The world's top value investors love it when their best stocks ideas are selling at bargain-basement prices. For those rarified investors, companies offering fire-sale prices become no-brainer buys. So regular investors like you and me would do well to emulate the masters and look at companies offering a "buy one-get one" sale on their stocks -- those that are trading half or more off their recent highs.

Naturally, you'll want to do more due diligence before buying. Low-priced appliances in the dent-and-ding section of your home-remodeling superstore might be there for more reasons than just a few scratches on the surface: Real trouble might be lurking below.

A minus for Enerplus
I noted a couple of weeks ago that Canadian oil and gas outfit Enerplus (NYSE: ERF) looked destined to fall further because the boom in natural gas drilling had yet to be contained.
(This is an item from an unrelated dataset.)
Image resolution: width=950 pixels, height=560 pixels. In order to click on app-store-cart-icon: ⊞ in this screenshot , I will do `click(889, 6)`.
While prices have finally risen above $2 per million Btus and rig counts are down 32% from the year-ago figure, consumption continued to fall -- down 27% in the residential market and almost 3% in the industrial sector.

What Enerplus investors are undoubtedly looking at, though, is its 13.4% dividend yield, but in today's market I'd say it's unsustainable and is behind the company's recent decision to offer optional dividend payments in additional shares as opposed to cash. With fund flows virtually unchanged, the company has identified a sizable amount of assets that it could sell to raise cash, something other natural gas plays like SandRidge Energy (NYSE: SD) began in earnest last year. Fellow Canadian EnCana (NYSE: ECA) -- North America's second-largest natural gas producer -- has also taken to selling assets in an effort to shield its balance sheet from further decreases in natural gas prices.
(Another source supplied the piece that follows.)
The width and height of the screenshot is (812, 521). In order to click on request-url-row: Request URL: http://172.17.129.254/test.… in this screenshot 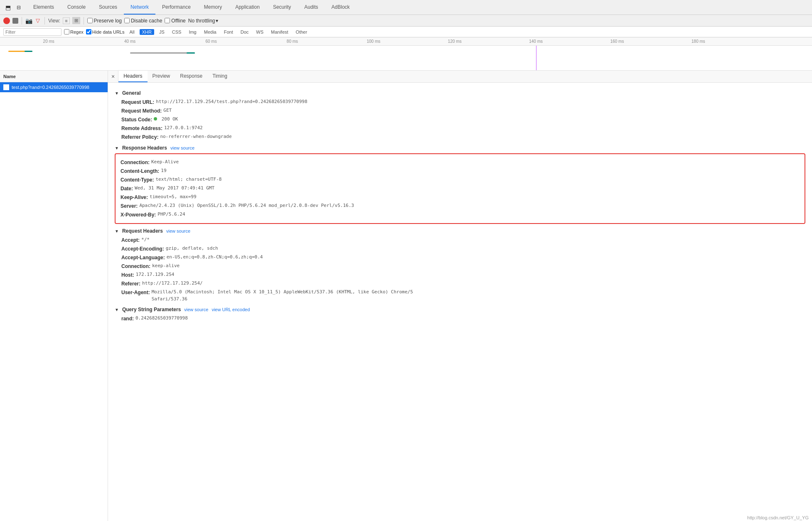, I will do `click(463, 102)`.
This highlights the difficult position even well-financed companies are in today. Enerplus is a struggling firm and I've rated it on CAPS to underperform the market averages. CAPS member cdors also believes a dividend cut is in order, and that when that happens the stock will fall.

Enerplus shares are down 20% in the last month and 51% from their annual high. Add the natural gas specialist to your watchlist and let us know on the Enerplus CAPS page if you think its dividend is in danger.

MAKO needs more
The market has surgically reduced the stock of robotics maker MAKO Surgical (Nasdaq: MAKO) after first-quarter results were well below expectations, causing guidance to remain unchanged for the full year.

In last year's fourth quarter, MAKO had performed well above plan, with system sales coming in above even revised guidance. That allowed it to forecast that 2012 would see anywhere from 56 to 62 system placements, but with just six RIO systems sold worldwide in the first quarter, management had to scale back its placement estimates to 52 to 58 systems. Now that's not a horrible range, considering that at the upper end it's still within the range originally set, and coupled with normal first-quarter seasonality, I continue to maintain it's a hiccup that can be overcome.

Compare that to Hansen Medical (Nasdaq: HNSN), which is having an even more difficult time getting placements for its Sensei catheter systems. It shipped just two units in the first quarter and saw the number of procedures drop 5% year over year. MAKO had a 76% increase in the number of MAKOplasties performed last year.

I've rated MAKO to outperform because this should be a level it bounces back from. In that regard, I'm joined by CAPS member arrowboy, who finds the surgical robotics specialist a "screaming buy" at this price: "Not just that it's a 52 week low, but the Q1 over-reaction by Mr. Market seems to forget that Q1's have historical been a major pull-back quarter."

Tell me on the MAKO Surgical CAPS page or the comments section below if you think it can reconstruct its share price, then follow its progress by adding the ticker to the Fool's free portfolio tracker.